Strangler Pattern Migration Reduces Page Load Times by 50%
How we modernised a .NET Framework platform to .NET Core without disrupting business operations
Industry:Travel & Logistics Solutions
Key results at a glance
The challenge
The problem
Holiday Caravans Direct had built a successful booking platform on .NET Framework that had served them well as the business grew. However, as the platform matured, they faced a common challenge: how to modernise to current technologies without disrupting a live business.
The existing system worked reliably, but the technology stack was limiting future growth. .NET Core offered significant performance improvements, better hosting options, and access to modern development practices - but migrating a live booking platform is never simple.
The constraints
- The platform was in active use and could not go offline
- Historical data and existing integrations had to be preserved
- The team needed to continue delivering features during the migration
- A "big bang" rewrite would be too risky and resource-intensive
- The migration needed to be reversible if problems arose
The results
Key results
- Page load times reduced by 50%
- Zero downtime during migration
- All historical data preserved
- Modern .NET Core platform ready for future growth
- Team capabilities upgraded alongside the technology
Performance improvements
- 50% reduction in page load times across the platform
- Improved server response times from more efficient .NET Core runtime
- Better resource utilisation, reducing hosting costs
Technical outcomes
- Successfully migrated from .NET Framework to .NET Core
- Preserved all existing data and business logic
- Zero downtime during the entire migration process
- Modernised architecture ready for future enhancements
Business continuity
- Booking operations continued uninterrupted throughout
- New features could still be delivered during migration
- Team upskilled on modern .NET practices during the project
- Reduced technical debt without sacrificing business momentum
The solution
Our approach
We implemented the strangler fig pattern - a proven technique for incrementally replacing legacy systems. Rather than rewriting everything at once, we built new functionality alongside the existing system and gradually migrated traffic.
API-first architecture
The key insight was recognising that the existing database represented years of valuable business logic and data. Rather than discarding this investment, we created a modern API layer that wrapped the existing database:
- Built a new .NET Core API that connected to the existing database
- Implemented clean endpoints that could serve both old and new frontends
- Gradually migrated functionality to the new stack, feature by feature
- Maintained the ability to fall back if any migration step caused issues
Phased migration strategy
The migration proceeded in careful phases:
- API layer: Created new .NET Core API endpoints alongside the existing system
- Read operations: Migrated read-heavy pages first (lowest risk)

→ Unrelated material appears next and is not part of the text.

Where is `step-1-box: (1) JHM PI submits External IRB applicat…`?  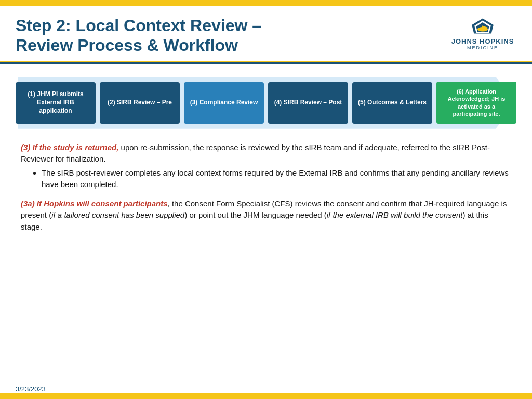
step-1-box: (1) JHM PI submits External IRB applicat… is located at coordinates (56, 103).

- Write operations: Progressively moved transactional features
- Frontend: Updated the user interface to use new APIs
- Decommission: Retired legacy components only after thorough testing
Risk mitigation
At every stage, we maintained the ability to route traffic back to the original system. This meant the business was never exposed to unacceptable risk - if a migrated component caused problems, we could revert within minutes.
Technical deep dive
The strangler pattern in practice
The strangler fig pattern takes its name from the tropical plant that gradually envelops and eventually replaces its host tree. In software terms, it means:
- Build alongside: Create new functionality next to the existing system
- Redirect gradually: Route traffic to new components incrementally
- Monitor carefully: Watch for issues and be ready to revert
- Decommission safely: Only remove old code when confident in the replacement
This approach contrasts with "big bang" rewrites, which carry enormous risk. With the strangler pattern, each step is small enough to understand, test, and reverse if necessary.
Database as the integration point
A critical architectural decision was treating the existing database as the system of record throughout the migration. Rather than migrating data to a new structure (which would require complex data migration logic), we kept the database stable and changed only the application layer.
This meant:
- No risky data migrations
- Both old and new systems could coexist
- Gradual validation of new code against production data
- Simple rollback if any new component failed
Performance gains explained
The 50% improvement in page load times came from several factors:
- .NET Core efficiency: The runtime is fundamentally more performant
- Modern caching: Better caching strategies reduced database load
- Async improvements: Better use of asynchronous operations improved throughput
- Hosting optimisation: .NET Core's hosting model is more efficient
Lessons learned
The most important lesson from this migration: patience pays off. The temptation to "just rewrite it" is strong, but incremental migration is almost always safer for a live business system. The strangler pattern required more upfront planning, but delivered a smooth transition with minimal business risk.